The Knowledge Gap in AI Finance Tools
Workflow automation and domain knowledge are two different layers in AI-assisted finance. Most teams are building one. Almost nobody is building both.
There are two ways to make an AI useful for financial work: teach it the steps, or teach it the domain. Most teams building AI finance tools are doing one. Almost nobody is doing both.
That gap is about to become the most consequential design decision in the space.
Anthropic recently published financial-services-plugins, their official Claude Code skill plugins for financial services. I’ve been building my own finance skills repo. Both projects aim to make Claude useful for financial work — but they represent fundamentally different theories about what “useful” means.
Workflow vs. Knowledge: Two Theories of Usefulness
The shorthand: Anthropic teaches Claude what steps to follow. I teach Claude how to think about finance.
Anthropic’s skills are workflow templates. A skill like portfolio-rebalance walks Claude through a structured sequence: gather current holdings, compare to targets, propose trades, confirm with the user. It reads like a standard operating procedure — reliable, repeatable, well-designed for the common case.
My skills are knowledge modules. My rebalancing skill explains tax-loss harvesting strategies across account types and the tradeoffs between calendar-based and threshold-based approaches. It includes a workflow section, but the center of gravity is the domain itself.
Neither approach is wrong. They solve different problems. And the difference creates two distinct failure modes that matter enormously in regulated financial services.
Two Failure Modes
Failure mode one: the AI doesn’t know the process. It skips steps, misses compliance checkpoints, forgets to document suitability rationale. Anthropic’s workflow skills address this directly — they give Claude a reliable playbook.
Failure mode two: the AI doesn’t understand the domain. It calculates a Sharpe ratio but doesn’t recognize a skewed return distribution that makes Sharpe misleading. It recommends municipal bonds for tax efficiency but doesn’t flag AMT implications for a high-income client. It processes a corporate action but doesn’t understand the downstream impact on cost basis tracking.
If your AI advisor can optimize a portfolio but can’t flag a suitability violation, you don’t have a finance tool. You have a liability.
Where the Numbers Tell the Story
| My Repo | Anthropic’s Repo | |
|---|---|---|
| Total skills | 84 | ~41 |
| Wealth management | 32 skills | 6 skills |
| Compliance / regulatory | 16 skills | 0 |
| Operations | 27 skills (3 plugins) | 0 |
| Python reference implementations | Yes | No |
| MCP data connectors | No | 11 (Daloopa, Morningstar, S&P Capital IQ, FactSet, etc.) |
| Slash commands / hooks | No | Yes |
The comparison reveals where each approach invests its energy.
Anthropic built 11 MCP data connectors that wire Claude directly into institutional data platforms, plus slash commands and hooks that make workflows accessible in practice. These are real advantages — skills are only as useful as the data they operate on, and usability features determine adoption.
I invested in depth, covering from front to back office: 16 compliance skills KYC/AML, Reg BI, GIPS, fiduciary duty, and privacy requirements with specific rule citations. 27 operations skills spanning trade settlement, margin requirements, corporate actions, reconciliation, and straight-through processing.

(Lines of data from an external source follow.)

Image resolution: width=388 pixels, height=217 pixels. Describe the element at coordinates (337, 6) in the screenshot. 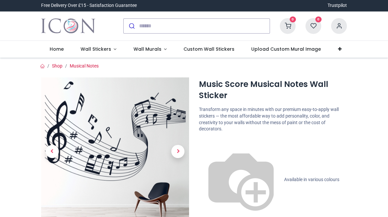

I see `a: Trustpilot` at that location.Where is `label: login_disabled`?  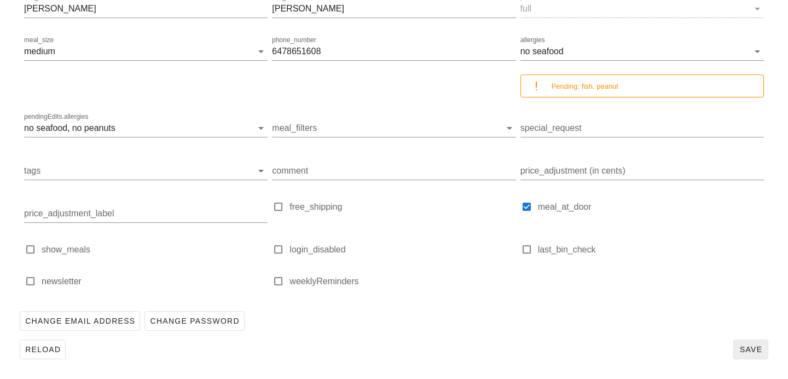 label: login_disabled is located at coordinates (402, 250).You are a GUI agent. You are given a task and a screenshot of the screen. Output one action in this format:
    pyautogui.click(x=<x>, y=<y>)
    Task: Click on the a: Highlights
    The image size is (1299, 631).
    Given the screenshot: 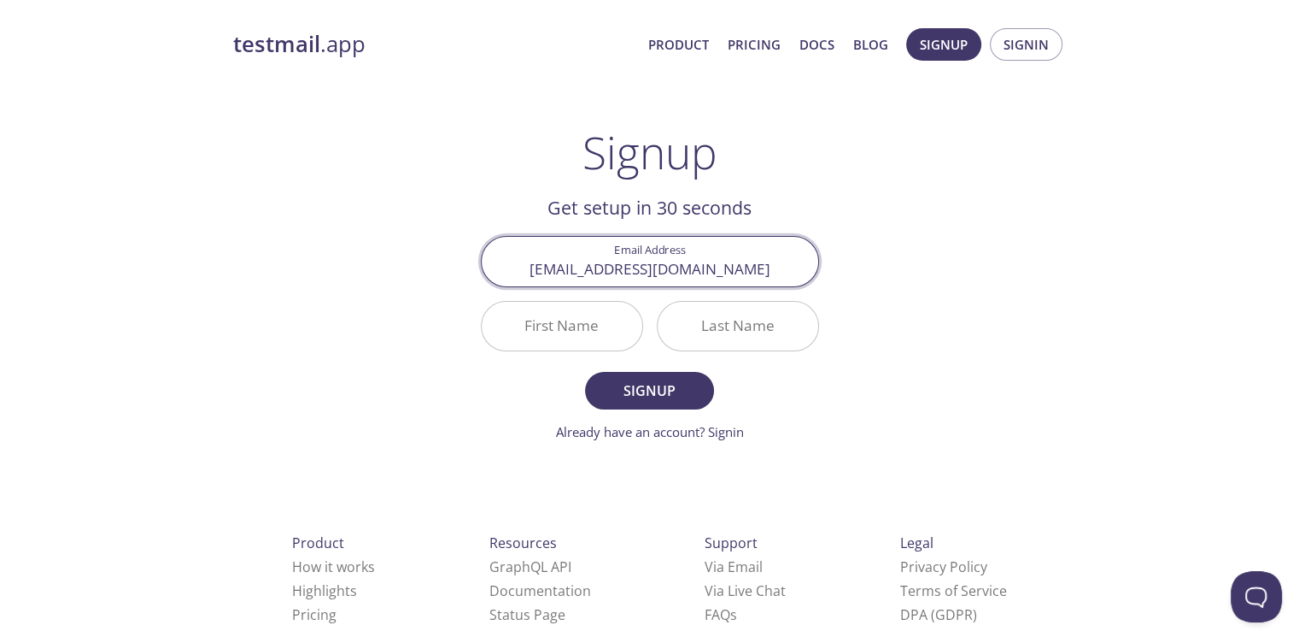 What is the action you would take?
    pyautogui.click(x=325, y=590)
    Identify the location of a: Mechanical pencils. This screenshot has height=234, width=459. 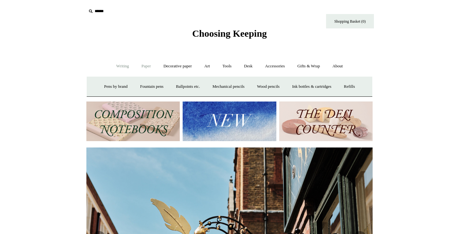
(228, 86).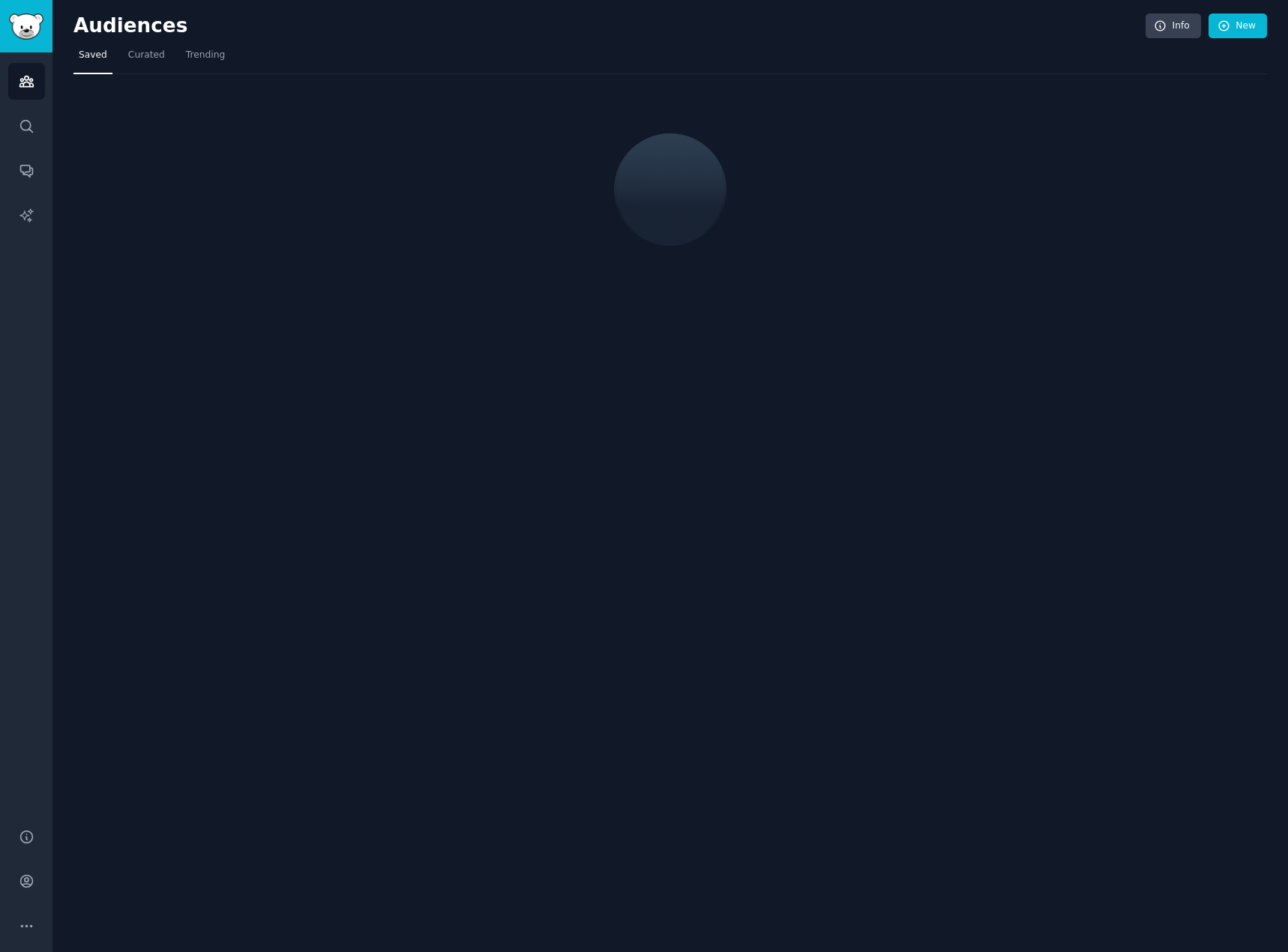 This screenshot has height=952, width=1288. What do you see at coordinates (610, 26) in the screenshot?
I see `h2: Audiences` at bounding box center [610, 26].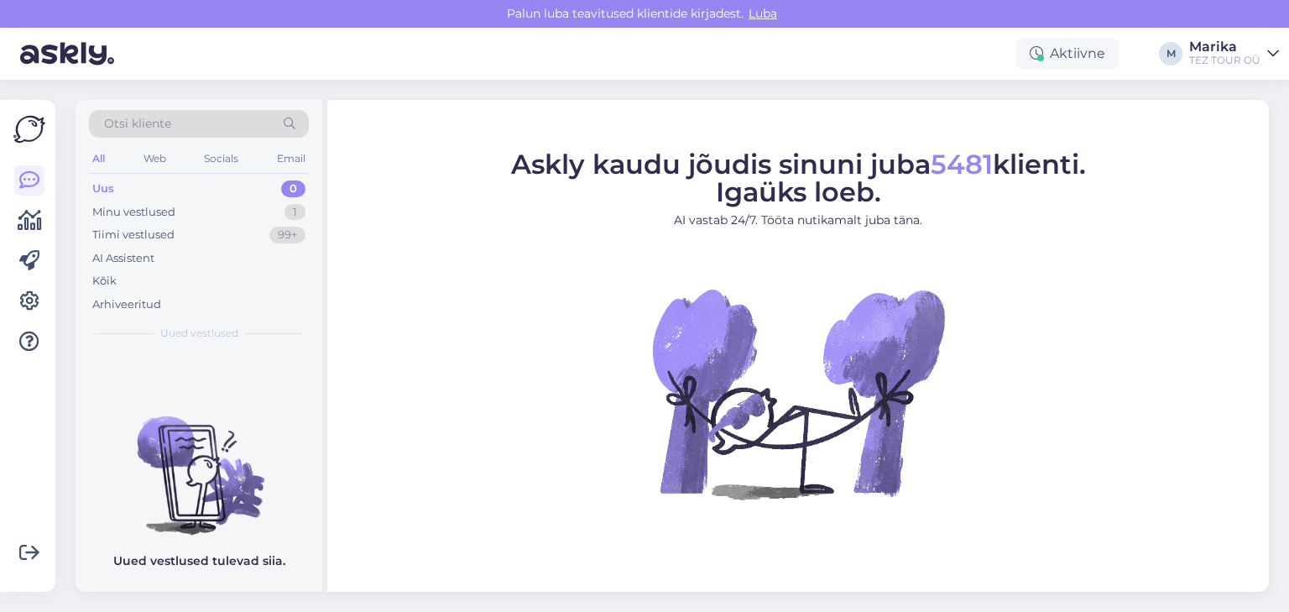 The image size is (1289, 612). I want to click on img: No Chat active, so click(798, 393).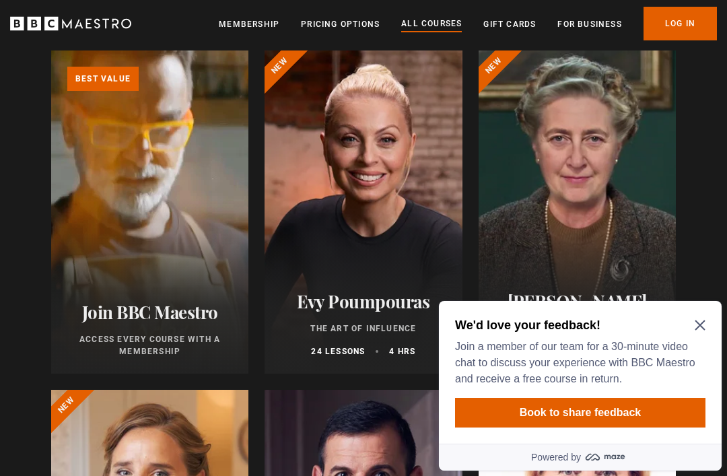 The height and width of the screenshot is (476, 727). I want to click on h2: Evy Poumpouras, so click(363, 301).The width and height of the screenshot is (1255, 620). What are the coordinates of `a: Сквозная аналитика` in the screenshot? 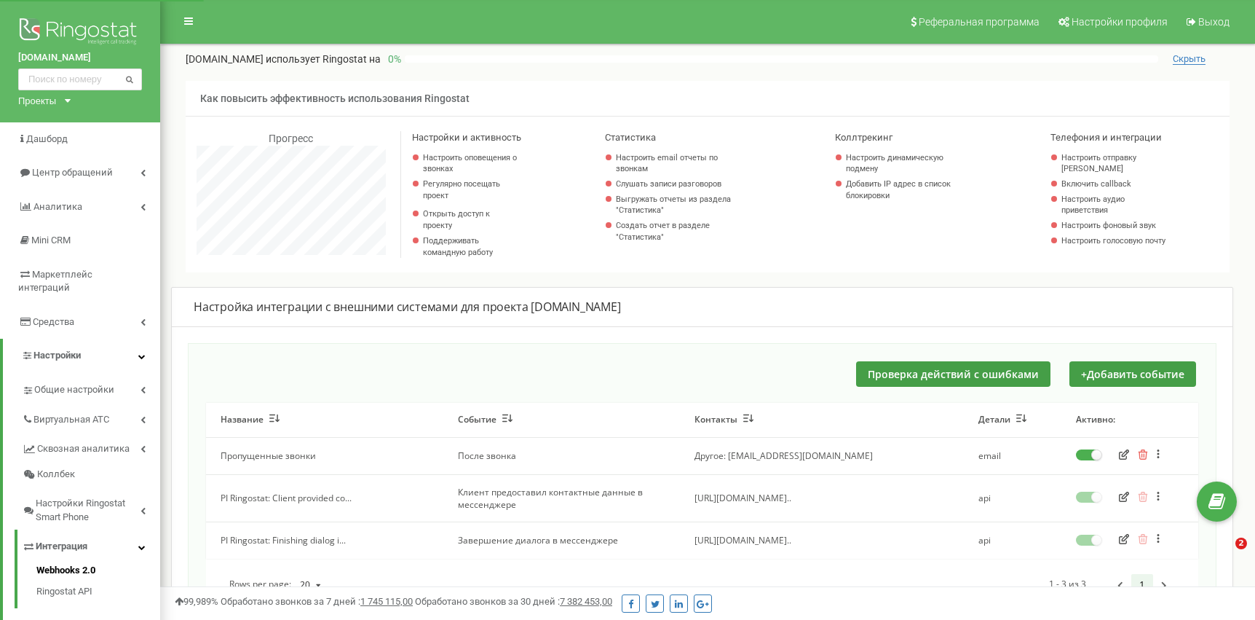 It's located at (91, 446).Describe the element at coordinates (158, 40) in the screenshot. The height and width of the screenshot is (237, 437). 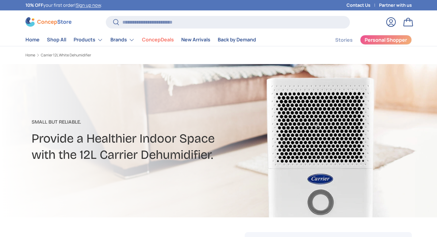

Python reference implementations that give Claude verifiable ground truth for every quantitative formula. And cross-references that link rebalancing to tax-loss harvesting to compliance considerations to client reporting — the way an experienced advisor’s mind connects domains. I’m just one person, so there’s definitely room for improvement - please contribute! Let me know what you think if you find them helpful!
Operations may be unglamorous, but it’s where real money gets lost when AI hallucinates a settlement date. Compliance isn’t optional — it’s the difference between a tool and a liability.
What This Tells Us About the Market
The skill plugin ecosystem for AI in financial services is still remarkably early. Anthropic — with the best AI lab on the planet — shipped a wealth management plugin with 6 skills. Not because of a lack of resources, but because getting financial domain content right is genuinely hard. Every sentence in a compliance skill has to be precise. Every formula has to be correct. Every cross-reference has to be accurate. LLMs can’t reliably generate this content about themselves.
And that’s the structural insight: domain knowledge is a moat, not a feature. The firms that invest in teaching AI the why behind financial work — not just the what — will compound that advantage every quarter. Workflow automation is table stakes. Domain comprehension is the differentiator.
The Business Implication
Consider what happens when a wealth management firm evaluates these tools. Workflow automation solves the efficiency problem — advisors move faster through standard processes. But domain knowledge solves the trust problem — the AI’s recommendations are defensible, its compliance awareness is verifiable, its quantitative work has ground truth.
Efficiency without trust doesn’t survive the first regulatory exam. Trust without efficiency doesn’t survive the quarterly business review. Firms need both layers, and right now, almost no one is building them together.
These approaches will converge. But the teams that figure out how to combine deep domain comprehension with reliable process execution first won’t just have better AI. They’ll have a structural advantage that compounds every quarter.
Joel Lewis builds at the intersection of AI and financial services. The finance skills repo is at github.com/joelelewis/finance-skills. Anthropic’s repo is at github.com/anthropics/financial-services-plugins.
Joel Lewis
Strategy & product executive building at the intersection of capital and code.